Politics

Spain claims the validity of its Constitution on her 43rd anniversary

Institutional events were held


Speach of the president of the Parliament
USPA NEWS - Spain celebrated its Constitution Day this Monday, December 6. The Magna Carta, approved in a referendum in 1978, is at the center of a debate on the need to reform it promoted by the nationalist and independence parties of Catalonia and the Basque Country. Absent from the institutional acts that were held in the Spanish Parliament in Madrid, the Basque nationalist and independence parties issued a statement in which they affirmed that the Constitution "violates" their rights as a people to self-determination.
Traditionally, the Spanish Parliament holds open days from days before the December 6 holiday. On Constitution Day, in the Congress of Deputies, in Madrid, an institutional act is held with the assistance of the President of the Spanish Government, members of the Cabinet, presidents of regional governments - except those of Catalonia and the Basque Country, traditionally absent -, members of the Judiciary and other authorities. This year, for the second time, due to the pandemic, the event was held outdoors on the steps of Congress. Previously, a large Spanish flag was raised in the nearby Plaza de Colón.

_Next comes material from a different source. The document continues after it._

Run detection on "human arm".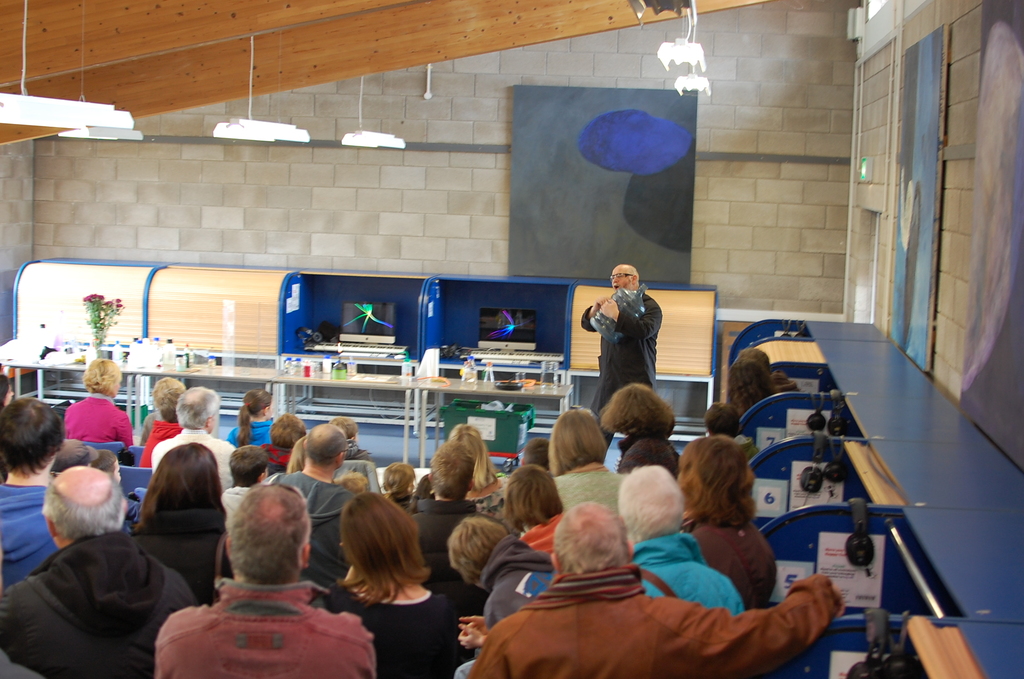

During the institutional act of the Congress, the president of the Spanish Parliament, Meritxel Batet, spoke, who stressed that "celebrating the Constitution is celebrating community awareness and the commitment of all to mutual aid and joint progress in solidarity with our fellow citizens." The president of the Congress recalled that, in recent years, the celebration of Constitution Day "has made it possible to highlight its success and that of those who made it possible, as a basis for coexistence, cohesion and progress in our society; that we are building every day what its first article wanted for our country: a social and democratic state of law. All these aspects are still alive and are manifested in this new anniversary of the referendum on the approval of the constitutional text by the citizens forty-three years ago."
Batet also wanted to remember those who have died from the pandemic and her relatives, and show her gratitude to health workers, social workers and public servants. In this sense, he recognized that "celebrating the Constitution is, ultimately, celebrating community awareness and the commitment of all to mutual aid and joint progress in solidarity with our fellow citizens, so that today, Constitution day, it is first of all a day of recognition of their work and their contribution to the common good."

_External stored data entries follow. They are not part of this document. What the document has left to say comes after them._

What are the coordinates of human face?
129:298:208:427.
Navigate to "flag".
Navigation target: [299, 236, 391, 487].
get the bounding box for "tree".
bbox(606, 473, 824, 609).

Likewise, she had a special impact on what the supreme norm means for Spanish politics and, above all, for politicians, democratic representatives: "The Constitution is an expression of a fundamental consensus, it is a reference of values and principles in which to feel recognized, it is a norm that demands respect and compliance in our actions and decisions, and it is a program for the future whose effectiveness we must pursue in the development of the policies that we promote."
For his part, in statements to the media, the President of the Spanish Government, Pedro Sánchez, recalled, at the beginning of the act, all "that which the Constitution brought us after an infamous time, of a very prolonged dictatorship for years in our country." Sánchez affirmed that the Constitution brought “rights, freedoms, harmony and also coexistence, where before there was hatred and there was tyranny. Furthermore, the Magna Carta brought us our membership of the European Union,” he pointed out.
Celebration in Letonia
Source: Spanish Minister of Defence
Sánchez called for vindication of the doing of "the thousands and thousands of compatriots, fathers, mothers, grandfathers and grandmothers who made the Constitution possible. And because it cost us a lot and it cost those generations a lot, I believe that the generations that now take their witness what we have to do is take care of our Constitution. And take care of our Constitution, in my opinion, means fulfilling all the articles of the Constitution, from first to last. Each and every one of the articles of the Constitution," the president pointed out.
Constitution Day was also celebrated in the bases where the Spanish Army serves under the NATO umbrella, in Europe, Africa and the Middle East. In some of them, sharing the party with US troops and other countries deployed abroad.